The Philippines is still industrializing, and Duterte made it perfectly clear it is not going to curb its economic development in the near term out of concern for climate change. Indeed, he said it would be “stupid” and “absurd” to try to meet the targets urged on the Philippines since that would stymie its growth—for little to no meaningful impact on global temperatures.

The Paris treaty, assuming it goes into force when the requisite number of nations causing 55 percent of global emissions join it, would still be largely symbolic because the signatories set their own targets for reducing greenhouse gases and there is no effective enforcement mechanism.

Thus, it would have been easy for Duterte to pretend to stay onboard with the agreement and even demand payments that are planned for developing nations to meet their targets. (The U.S. has already contributed $500 million to the Green Climate Fund.) Other nations will surely play that game.

Producers in emerging nations may benefit when the others become less competitive, even ignoring the potential bribes.
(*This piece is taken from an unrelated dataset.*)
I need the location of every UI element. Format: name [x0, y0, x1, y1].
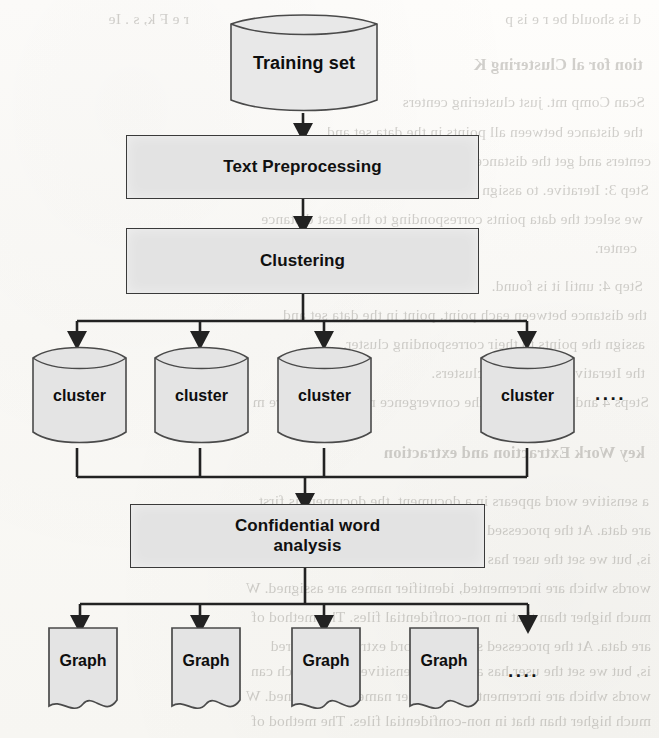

But in contrast to merely signing up for an international kabuki dance, it would be the height of folly for developing nations to actually implement most of the policies Western climate imperialists urge.

Duterte has seemingly concluded that no conceivable climate change goal is worth even the tiniest compromise on his country’s future growth curve. Given that growth in any period is compounded many times over in the next century, who can blame him? (Although there’s no need to threaten to attack foreign ambassadors, except rhetorically, which is probably what he was clumsily attempting.)

Duterte deserves praise for his honesty—as well as his wisdom in focusing on economic growth that will be much more important to the Philippine people in the long run.

Unless America also changes course, only “stupid” nations like ours and others in Europe will attempt “absurd” initiatives like the Clean Power Plan that will put a drag on our already sluggish economies and cause additional industrial production and jobs to move elsewhere.

At least my family will know that such costly and counterproductive policies won’t materially affect climate change one way or the other. And we’ll keep hoping that the Intergovernmental Panel on Climate Change projections of mild warming will prove accurate in our lifetimes. To us, every little bit helps.